## TASK TO CARRY OUT
Any image found in the entries is to be skipped; the rest is returned word for word.

(Stored records)
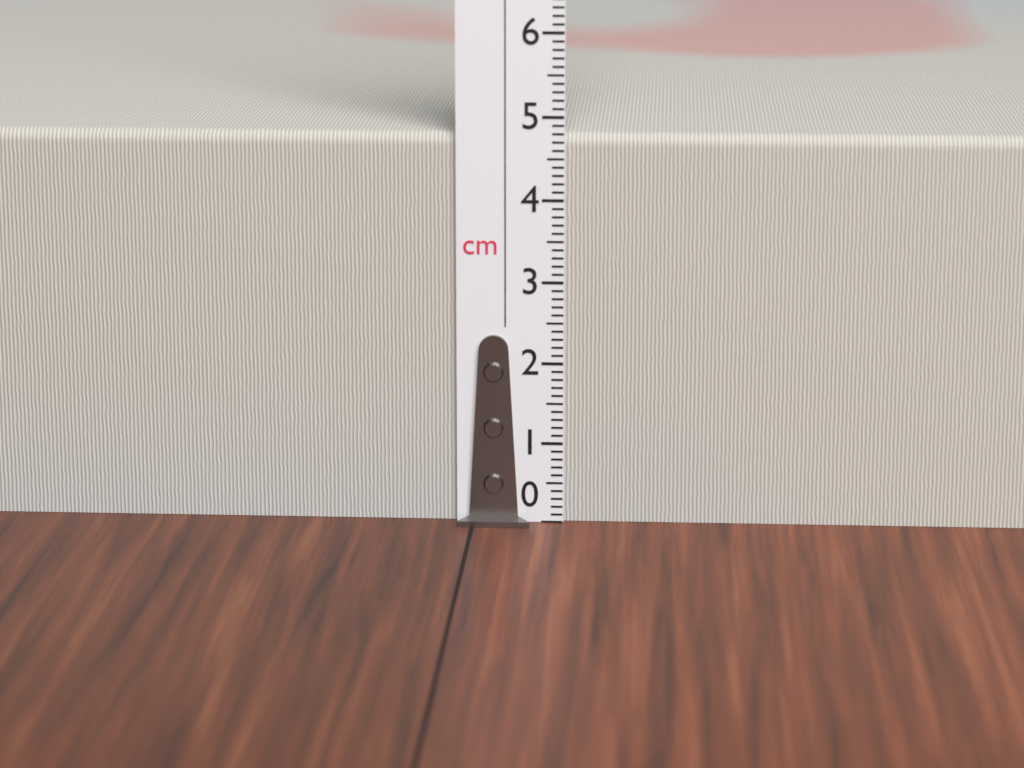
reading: 4.8 cm
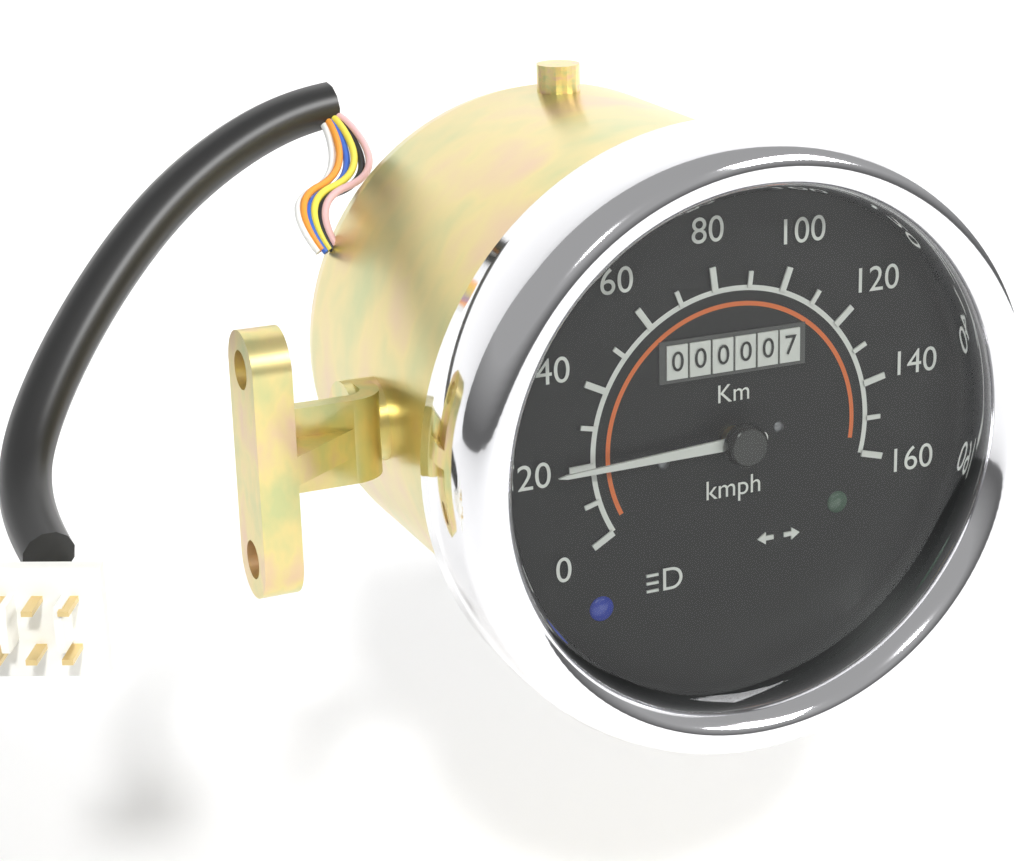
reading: 20 km/h
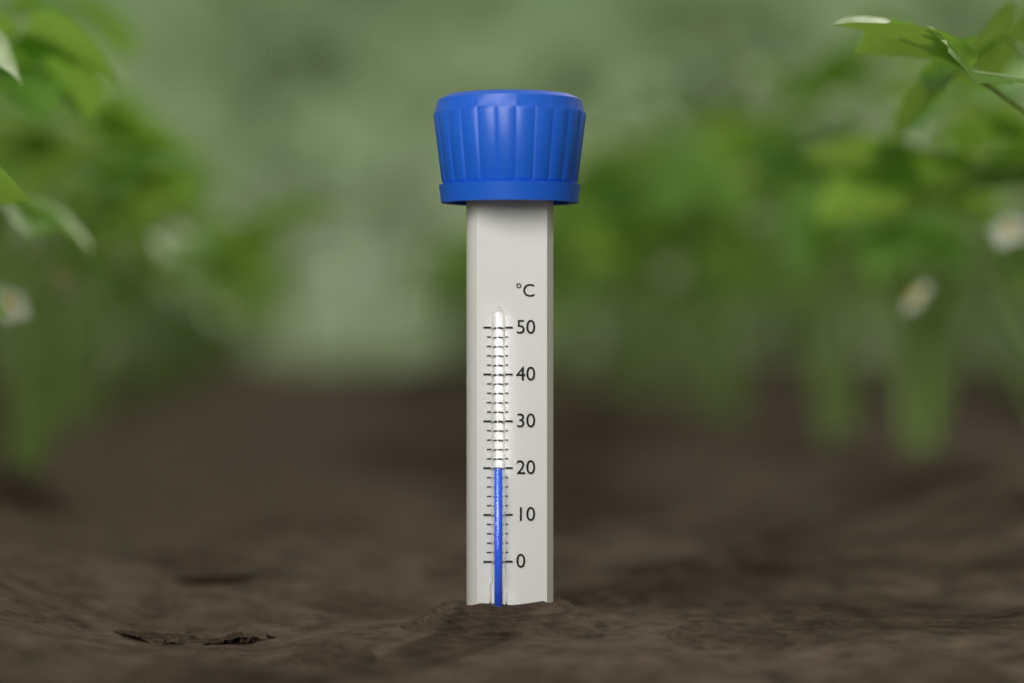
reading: 20 °C
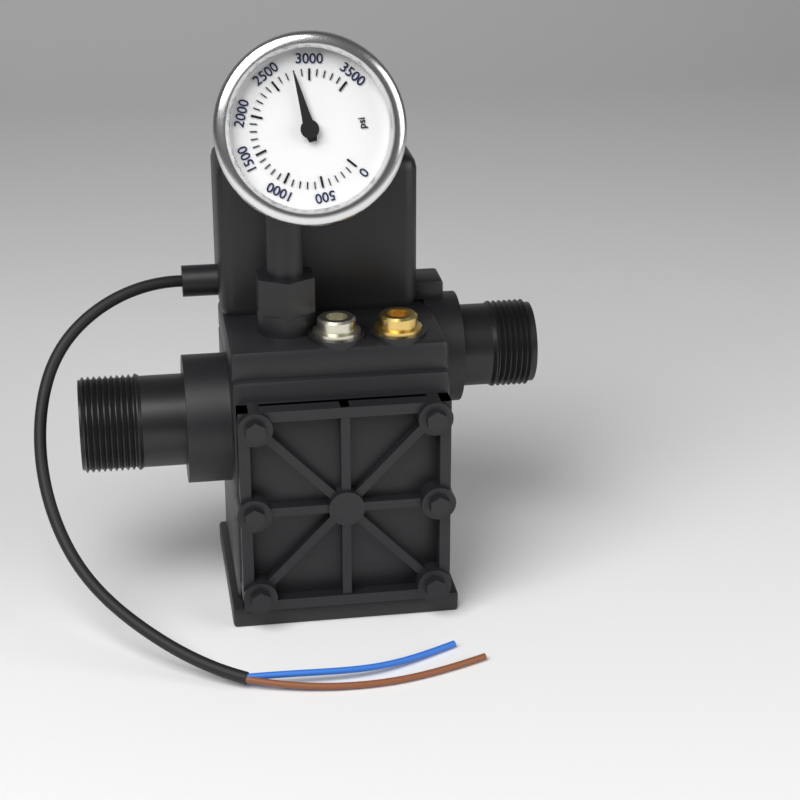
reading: 2800 psi
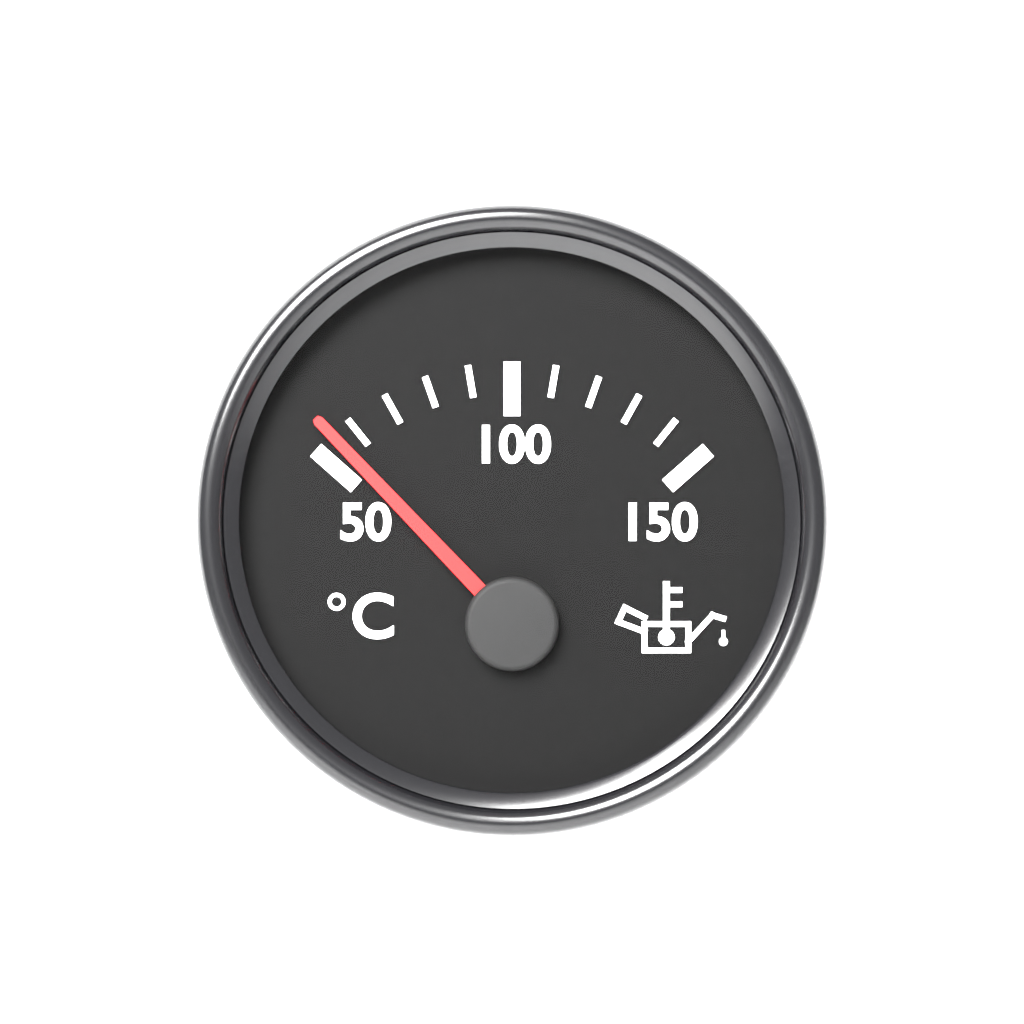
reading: 55 °C
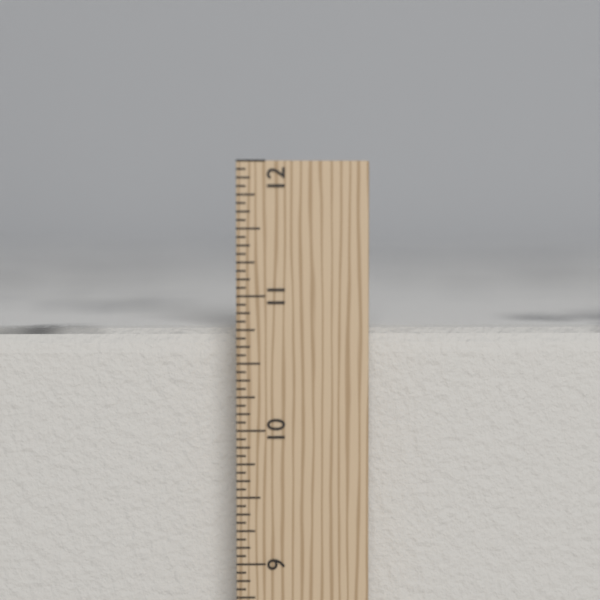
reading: 10.7500 in
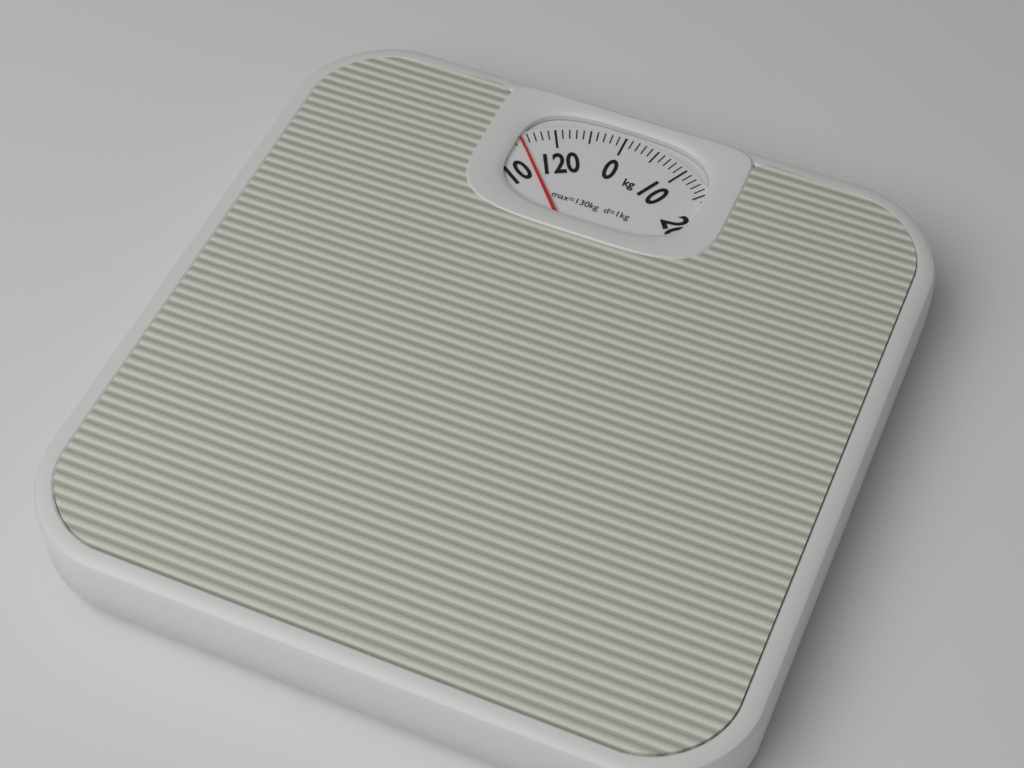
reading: 115 kg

## TASK ANSWER
reading: 4.8 cm
reading: 20 km/h
reading: 20 °C
reading: 2800 psi
reading: 55 °C
reading: 10.7500 in
reading: 115 kg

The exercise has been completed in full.